NEW SWEDEN (AP) – The oldest of the 16 people who were poisoned by arsenic-laced coffee in northern Maine last April is healing – and says he’s grateful to be alive.

After eight months of physical therapy and powerful medicine, 80-year-old Ralph Ostlund can shovel snow off his porch and bowl twice a week. Long an avid cross-country skier, he planned to try skiing with his grandchildren this weekend.

“It’s a long struggle,” said Ostlund, who was unconscious for two weeks and nearly died. “I wasn’t supposed to make it. I made it. I’m around. I wouldn’t wish what I went through on anybody. It happened. I have to put up with it.”

Sixteen people were poisoned at a church social in New Sweden early last spring. One man, 78-year-old Walter Reid Morrill, died.

Daniel Bondeson, Ostlund’s friend, committed suicide after the poisonings, leaving a note that implicated him.

Doctors don’t know what’s ahead for the poisoning victims because never before have so many people ingested so much arsenic and survived. The case remains under investigation by state police.

“I don’t know if we’ll make an arrest,” said state police Lt. Dennis Appleton, who oversees the homicide investigation. “We don’t know and may never know the true motive for this event. To this day I don’t think the victims can rationalize why this happened.”
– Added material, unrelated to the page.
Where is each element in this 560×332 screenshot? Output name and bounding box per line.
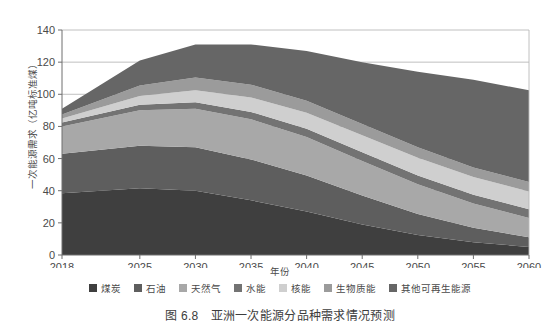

Dale Anderson, who was among those most seriously hurt by the poisoning, said finding out for sure who was involved in the case “would put a lot of people’s minds to rest.”

“I’d know who I could get mad at,” said Anderson.

Both he and Ostlund said the experience deepened their faith. Despite their misfortune, they believe that God and the prayers of well-wishers around the world led them to survive.